Without identifying the successors for the key posts, Sudani said they were "known for their experience, their abilities and their integrity".

While an official exchange rate is set by Baghdad at 1,470 dinars to the dollar, the market value of the currency has dropped to 1,620 dinars since mid-November, according to the official INA news agency.

Analysts and officials say the drop in value coincides with efforts to make Iraq's banking system compliant with the international electronic transfer system, known as SWIFT.

Muzhar Saleh, an adviser to the prime minister, previously told AFP these steps, which began in mid-November, were required to access Iraqi funds held in the United States.

Iraqi banks must now make “transfers on an electronic platform, verify the requests... and if it [the US Federal Reserve] has doubts, it blocks the transfer”, he explained.

Banks in the oil-rich country have an estimated $100 billion in funds held at the US Federal Reserve.

However, since the introduction of the SWIFT mechanism, US regulators have declined 80 per cent of requests from Iraqi banks over suspicions about the funds’ final recipients, according to Saleh.

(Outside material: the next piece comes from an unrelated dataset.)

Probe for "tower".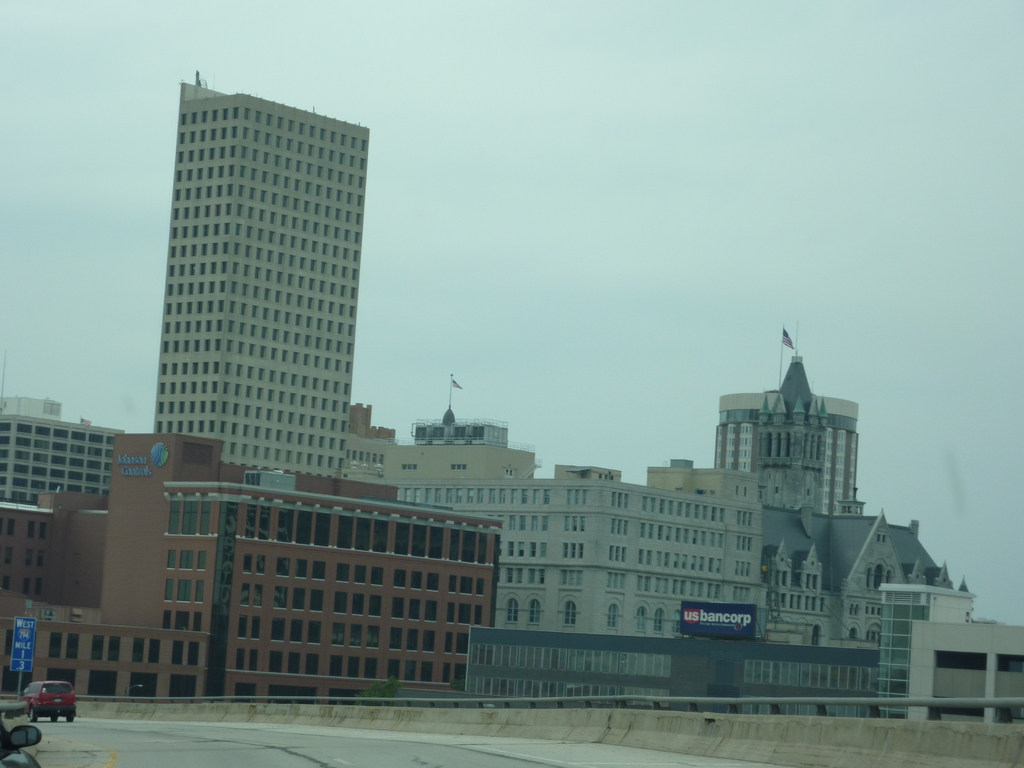
Probe result: 154/74/350/463.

As a consequence, dollars have become more sought-after in Iraq and risen in value against the dinar, he said.

The adoption of the SWIFT system was supposed to allow for greater transparency, tackle money laundering and help to enforce international sanctions, such as those against Iran and Russia.

But some officials close to Tehran, such as Hadi Al Ameri, the head of the Iraqi parliament’s pro-Iranian Fatah Alliance, say this is a deliberate policy by Washington to “starve people”.

 

Pages

Pages



Newsletter

Get top stories and blog posts emailed to you each day.